▸ Task requirements
What is needed is an exact copy of every line from the one containing "pyautogui.click(x=<x>, y=<y>)" through the end of the entries; please set it down without any pictures.

[Saved entries]
******
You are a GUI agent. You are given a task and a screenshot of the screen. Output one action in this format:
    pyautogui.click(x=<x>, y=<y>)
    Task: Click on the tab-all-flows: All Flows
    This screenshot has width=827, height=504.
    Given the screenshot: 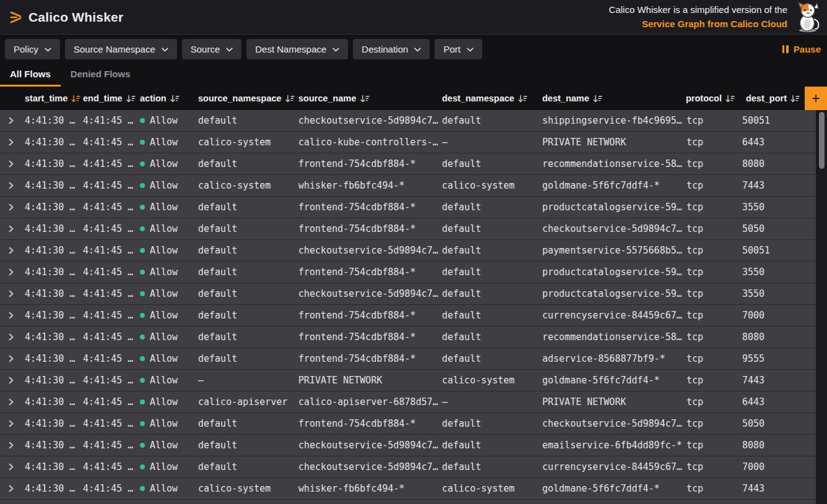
******
▸ Answer section
    pyautogui.click(x=<x>, y=<y>)
    Task: Click on the tab-all-flows: All Flows
    This screenshot has width=827, height=504.
    Given the screenshot: 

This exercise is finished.